By Quentin Langley
There have been many scandals in business, politics and pretty much every field of life. This one at VW is breathtaking in its scope.
The deception seems not to be a matter of opinion. This is not Shell taking optimistic estimates of oil reserves and treating them as something proven.
It is not a junior employee putting a thumb on the scales. Software was built into VW's diesel models. The device that cut emissions during tests doesn't seem to have been created solely for that purpose, but the software that detected the tests and shifted the engine to clean mode does seem to have been created simply to rig the tests.
This is worse than rigging the tests at the factory since this deception necessarily required considerable prior planning. It couldn't have been a spur of the moment decision to hide a temporary problem.
Presumably the cars are not designed to run on this clean mode all of the time. It retains emissions – since this is diesel, I would guess particulates – during the test in order to expel them later. But if you can design a system with this level of sophistication why is it so hard to design something which retains the particulates permanently and is constantly engaged? I am sure there is an engineering answer to that. Perhaps it would have fuel efficiency or performance. But there is no answer which addresses the serious ethical breaches on display here.
This is both a public affiars and a marketing issue. VW has set out – presumably at a strategic level – to deceive both regulators and consumers.
It will take a very long time to earn back that trust.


Exact copies of all entries are needed. Pictures are to be left out.

[Data tied to figure images]
====================
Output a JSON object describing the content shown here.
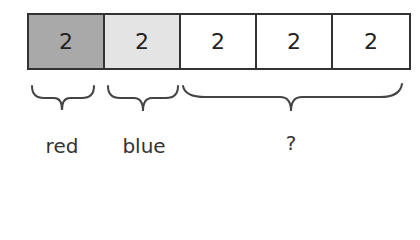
{
  "cells": [
    {
      "value": "2",
      "fill": "#a9a9a9",
      "group": "red"
    },
    {
      "value": "2",
      "fill": "#e4e4e4",
      "group": "blue"
    },
    {
      "value": "2",
      "fill": "#ffffff",
      "group": "unknown"
    },
    {
      "value": "2",
      "fill": "#ffffff",
      "group": "unknown"
    },
    {
      "value": "2",
      "fill": "#ffffff",
      "group": "unknown"
    }
  ],
  "labels": {
    "red": "red",
    "blue": "blue",
    "unknown": "?"
  }
}
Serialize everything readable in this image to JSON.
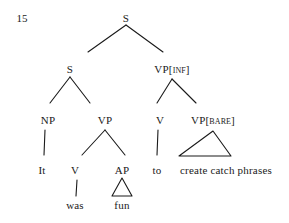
{
  "figure": {
    "example_number": "15",
    "type": "syntax-tree",
    "sentence": "It was fun to create catch phrases",
    "line_color": "#1a1a1a",
    "text_color": "#1a1a1a",
    "background": "#ffffff"
  },
  "nodes": {
    "root_s": {
      "label": "S",
      "x": 126,
      "y": 18
    },
    "embedded_s": {
      "label": "S",
      "x": 70,
      "y": 69
    },
    "vp_inf": {
      "cat": "VP",
      "bracket_open": "[",
      "feature": "INF",
      "bracket_close": "]",
      "x": 172,
      "y": 69
    },
    "np": {
      "label": "NP",
      "x": 48,
      "y": 120
    },
    "vp": {
      "label": "VP",
      "x": 105,
      "y": 120
    },
    "v_to": {
      "label": "V",
      "x": 160,
      "y": 120
    },
    "vp_bare": {
      "cat": "VP",
      "bracket_open": "[",
      "feature": "BARE",
      "bracket_close": "]",
      "x": 213,
      "y": 120
    },
    "v_was": {
      "label": "V",
      "x": 75,
      "y": 170
    },
    "ap": {
      "label": "AP",
      "x": 122,
      "y": 170
    }
  },
  "terminals": {
    "it": {
      "label": "It",
      "x": 42,
      "y": 170
    },
    "was": {
      "label": "was",
      "x": 75,
      "y": 205
    },
    "fun": {
      "label": "fun",
      "x": 122,
      "y": 205
    },
    "to": {
      "label": "to",
      "x": 157,
      "y": 170
    },
    "create_catch_phrases": {
      "label": "create catch phrases",
      "x": 226,
      "y": 170
    }
  },
  "triangles": {
    "vp_bare_triangle": {
      "apex_x": 213,
      "apex_y": 131,
      "left_x": 179,
      "right_x": 231,
      "base_y": 156
    },
    "ap_triangle": {
      "apex_x": 122,
      "apex_y": 178,
      "left_x": 112,
      "right_x": 132,
      "base_y": 196
    }
  },
  "edges": [
    {
      "name": "root-s-to-embedded-s",
      "x1": 126,
      "y1": 25,
      "x2": 88,
      "y2": 52
    },
    {
      "name": "root-s-to-vp-inf",
      "x1": 126,
      "y1": 25,
      "x2": 163,
      "y2": 52
    },
    {
      "name": "embedded-s-to-np",
      "x1": 70,
      "y1": 77,
      "x2": 50,
      "y2": 103
    },
    {
      "name": "embedded-s-to-vp",
      "x1": 70,
      "y1": 77,
      "x2": 90,
      "y2": 103
    },
    {
      "name": "vp-inf-to-v",
      "x1": 172,
      "y1": 79,
      "x2": 157,
      "y2": 103
    },
    {
      "name": "vp-inf-to-vp-bare",
      "x1": 172,
      "y1": 79,
      "x2": 196,
      "y2": 103
    },
    {
      "name": "np-to-it",
      "x1": 45,
      "y1": 130,
      "x2": 44,
      "y2": 155
    },
    {
      "name": "vp-to-v",
      "x1": 105,
      "y1": 130,
      "x2": 82,
      "y2": 155
    },
    {
      "name": "vp-to-ap",
      "x1": 105,
      "y1": 130,
      "x2": 125,
      "y2": 155
    },
    {
      "name": "v-to-to",
      "x1": 158,
      "y1": 130,
      "x2": 157,
      "y2": 155
    },
    {
      "name": "v-to-was",
      "x1": 77,
      "y1": 180,
      "x2": 76,
      "y2": 196
    }
  ]
}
====================
Exercise result:
Output a JSON object describing the content shown here.
{
  "cells": [
    {
      "value": "2",
      "fill": "#a9a9a9",
      "group": "red"
    },
    {
      "value": "2",
      "fill": "#e4e4e4",
      "group": "blue"
    },
    {
      "value": "2",
      "fill": "#ffffff",
      "group": "unknown"
    },
    {
      "value": "2",
      "fill": "#ffffff",
      "group": "unknown"
    },
    {
      "value": "2",
      "fill": "#ffffff",
      "group": "unknown"
    }
  ],
  "labels": {
    "red": "red",
    "blue": "blue",
    "unknown": "?"
  }
}
Serialize everything readable in this image to JSON.
{
  "figure": {
    "example_number": "15",
    "type": "syntax-tree",
    "sentence": "It was fun to create catch phrases",
    "line_color": "#1a1a1a",
    "text_color": "#1a1a1a",
    "background": "#ffffff"
  },
  "nodes": {
    "root_s": {
      "label": "S",
      "x": 126,
      "y": 18
    },
    "embedded_s": {
      "label": "S",
      "x": 70,
      "y": 69
    },
    "vp_inf": {
      "cat": "VP",
      "bracket_open": "[",
      "feature": "INF",
      "bracket_close": "]",
      "x": 172,
      "y": 69
    },
    "np": {
      "label": "NP",
      "x": 48,
      "y": 120
    },
    "vp": {
      "label": "VP",
      "x": 105,
      "y": 120
    },
    "v_to": {
      "label": "V",
      "x": 160,
      "y": 120
    },
    "vp_bare": {
      "cat": "VP",
      "bracket_open": "[",
      "feature": "BARE",
      "bracket_close": "]",
      "x": 213,
      "y": 120
    },
    "v_was": {
      "label": "V",
      "x": 75,
      "y": 170
    },
    "ap": {
      "label": "AP",
      "x": 122,
      "y": 170
    }
  },
  "terminals": {
    "it": {
      "label": "It",
      "x": 42,
      "y": 170
    },
    "was": {
      "label": "was",
      "x": 75,
      "y": 205
    },
    "fun": {
      "label": "fun",
      "x": 122,
      "y": 205
    },
    "to": {
      "label": "to",
      "x": 157,
      "y": 170
    },
    "create_catch_phrases": {
      "label": "create catch phrases",
      "x": 226,
      "y": 170
    }
  },
  "triangles": {
    "vp_bare_triangle": {
      "apex_x": 213,
      "apex_y": 131,
      "left_x": 179,
      "right_x": 231,
      "base_y": 156
    },
    "ap_triangle": {
      "apex_x": 122,
      "apex_y": 178,
      "left_x": 112,
      "right_x": 132,
      "base_y": 196
    }
  },
  "edges": [
    {
      "name": "root-s-to-embedded-s",
      "x1": 126,
      "y1": 25,
      "x2": 88,
      "y2": 52
    },
    {
      "name": "root-s-to-vp-inf",
      "x1": 126,
      "y1": 25,
      "x2": 163,
      "y2": 52
    },
    {
      "name": "embedded-s-to-np",
      "x1": 70,
      "y1": 77,
      "x2": 50,
      "y2": 103
    },
    {
      "name": "embedded-s-to-vp",
      "x1": 70,
      "y1": 77,
      "x2": 90,
      "y2": 103
    },
    {
      "name": "vp-inf-to-v",
      "x1": 172,
      "y1": 79,
      "x2": 157,
      "y2": 103
    },
    {
      "name": "vp-inf-to-vp-bare",
      "x1": 172,
      "y1": 79,
      "x2": 196,
      "y2": 103
    },
    {
      "name": "np-to-it",
      "x1": 45,
      "y1": 130,
      "x2": 44,
      "y2": 155
    },
    {
      "name": "vp-to-v",
      "x1": 105,
      "y1": 130,
      "x2": 82,
      "y2": 155
    },
    {
      "name": "vp-to-ap",
      "x1": 105,
      "y1": 130,
      "x2": 125,
      "y2": 155
    },
    {
      "name": "v-to-to",
      "x1": 158,
      "y1": 130,
      "x2": 157,
      "y2": 155
    },
    {
      "name": "v-to-was",
      "x1": 77,
      "y1": 180,
      "x2": 76,
      "y2": 196
    }
  ]
}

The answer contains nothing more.